Jerome Powell has been very consistent with his message for the past year or so. He wants unemployment to rise, he wants inflation back to 2%, and he’s not going to allow a bear market in equities to stop him from keeping monetary policy tight as a means to achieving those ends.
Powell made it clear today that he has no intention of cutting interest rates any time in 2023. But with credit conditions certain to tighten in light of recent banking sector instability and ‘high’ interest rates, a recession may soon be upon us.
Now, due to the hyper-financialization of our economy, it seems to me the only way we get a loosening of monetary policy is with a stock market making much lower lows — whether or not we get an ‘official’ recession.
One way or another, something has to give.
As I mentioned in my March 15 post, the Fed was expected to raise its interest rate target by 25 basis points today, and Powell delivered just that.

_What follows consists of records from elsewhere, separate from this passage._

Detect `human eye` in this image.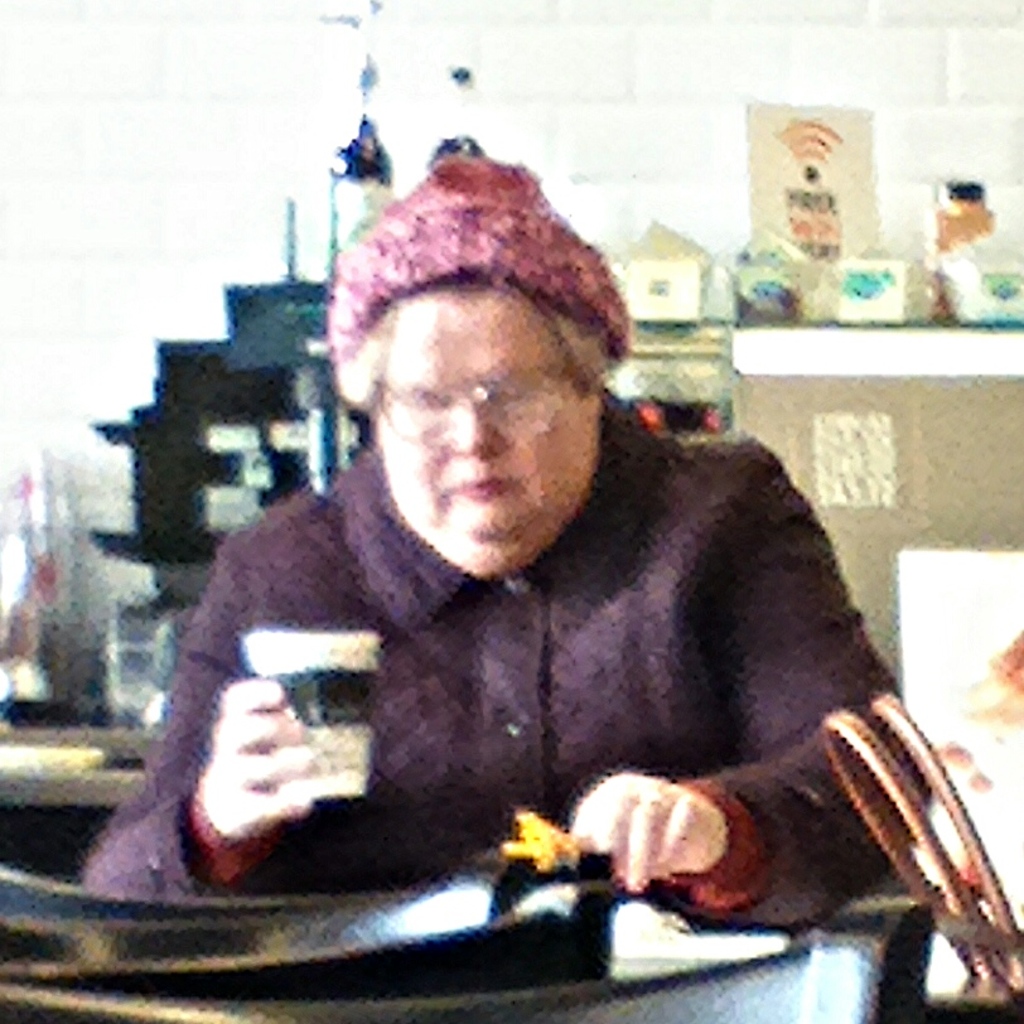
Detection: select_region(400, 393, 445, 412).
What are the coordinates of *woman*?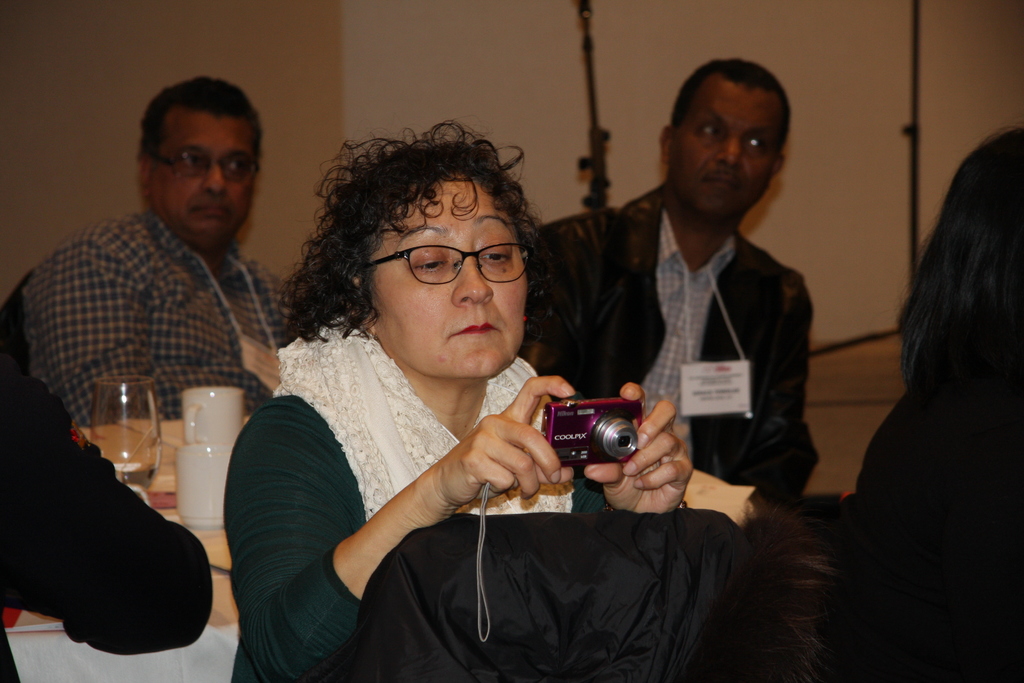
258 121 723 676.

The Fed Funds target is now 4.75-5.00%. Powell suggested a wait-and-see approach to further rate hikes but also sounded determined to keep rates at or above current levels into 2024.

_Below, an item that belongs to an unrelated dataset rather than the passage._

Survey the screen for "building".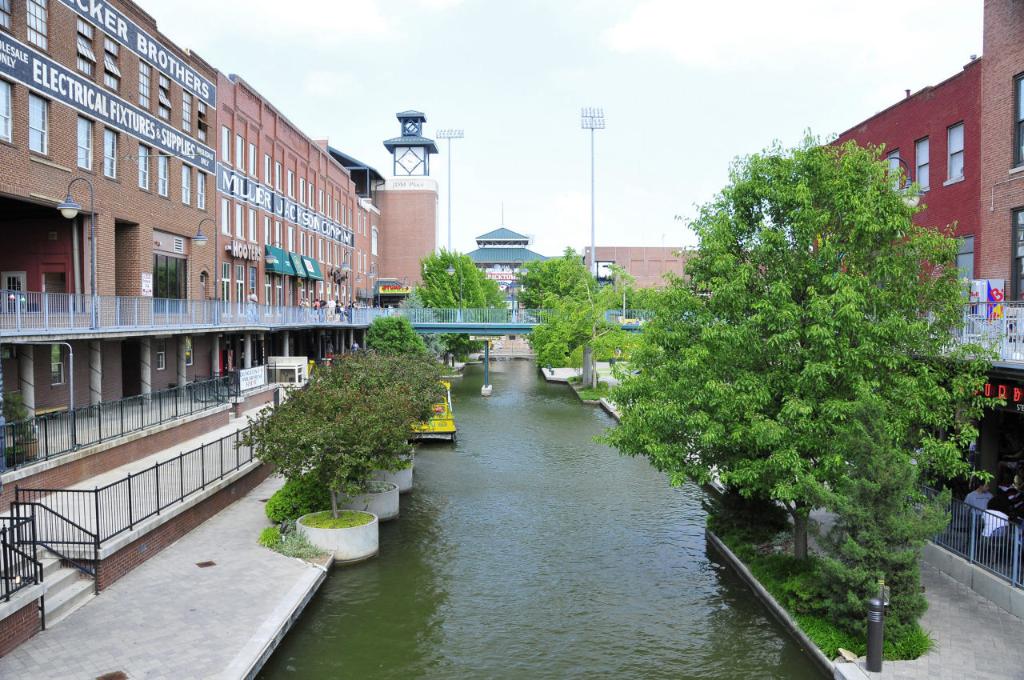
Survey found: 0/0/222/423.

So while the 25 bps was expected, the market had been pricing in rate cuts to begin much sooner than ‘into 2024’. I suspect that is a big reason for today’s sell-off in stocks.

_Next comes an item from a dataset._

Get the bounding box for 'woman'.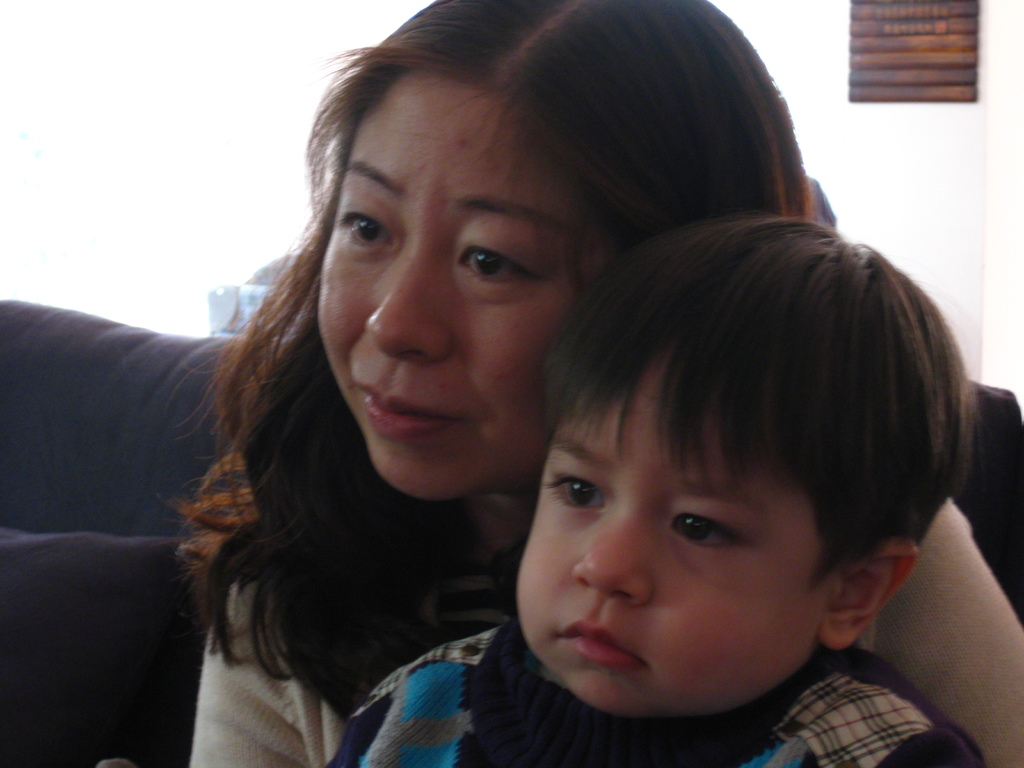
box(160, 0, 1023, 767).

In fact, given the recent concerns within the banking sector, some had expected the Fed to pause or even ‘pivot’ today, however the hot inflation and economic data that continue to pour in is keeping the Fed pinned to a hawkish stance — for now anyway.
Here’s how the day went down:
As reported by the National Association of Realtors this morning, existing-home sales surged in February, reversing a 12-month slide and registering the largest monthly percentage increase since July 2020. Single-family home sales soared to a seasonally adjusted annual rate of 4.14 million in February, up 15.3% from 3.59 million in January.
Working our way backward in time, the above followed a rather strong inflation print on March 14, and a March 10 jobs report that came in hotter than expected — both of which gave credence to a hawkish Powell ‘putting a 50 bps rate hike back on the table’ on March 7.
Had it not been for the recent banking concerns, we may very well have seen that 50 bps move today.
At 2:00 PM ET, the FOMC announced its quarter-point rate hike and published a statement that included the following:
“The Committee will closely monitor incoming information and assess the implications for monetary policy,” the FOMC’s post-meeting statement said. “The Committee anticipates that some additional policy firming may be appropriate in order to attain a stance of monetary policy that is sufficiently restrictive to return inflation to 2 percent over time.“
“The U.S. banking system is sound and resilient,” the committee said. “Recent developments are likely to result in tighter credit conditions for households and businesses and to weigh on economic activity, hiring, and inflation. The extent of these effects is uncertain. The Committee remains highly attentive to inflation risks.”
— FOMC, March 22, 2023
In the 30 minutes that followed, I was not sure how to interpret the above. But when Powell started speaking at 2:30 PM he was quite clear. He spent the first 60 seconds of his speech reassuring his audience that the recent banking failures were under control and that the banking system was sound.
Powell then immediately went back to his hawkish tone regarding the need to bring down inflation to the FOMC 2% target while noting that labor conditions remained too tight (read ‘unemployment too low’).
The Fed chairman then outlined the Committee’s view of the fed funds target rate going forward:
5.1% at end of 2023
4.3% at end of 2024
3.1% at end of 2025
In reaction to the above, risk assets screamed higher momentarily in today’s afternoon session with stocks, bonds and precious metals all rallying with the US dollar down hard — until 2:45 PM, that is.
In the end, equities ended the day down decidedly lower, particularly when you figure the total swing from top to bottom during the last 75 minutes of trading.
Both gold and US treasuries served as ‘safe havens’ rallying quite nicely into the finish.
Let’s take a look at what today’s Fed speak and market action means for investors.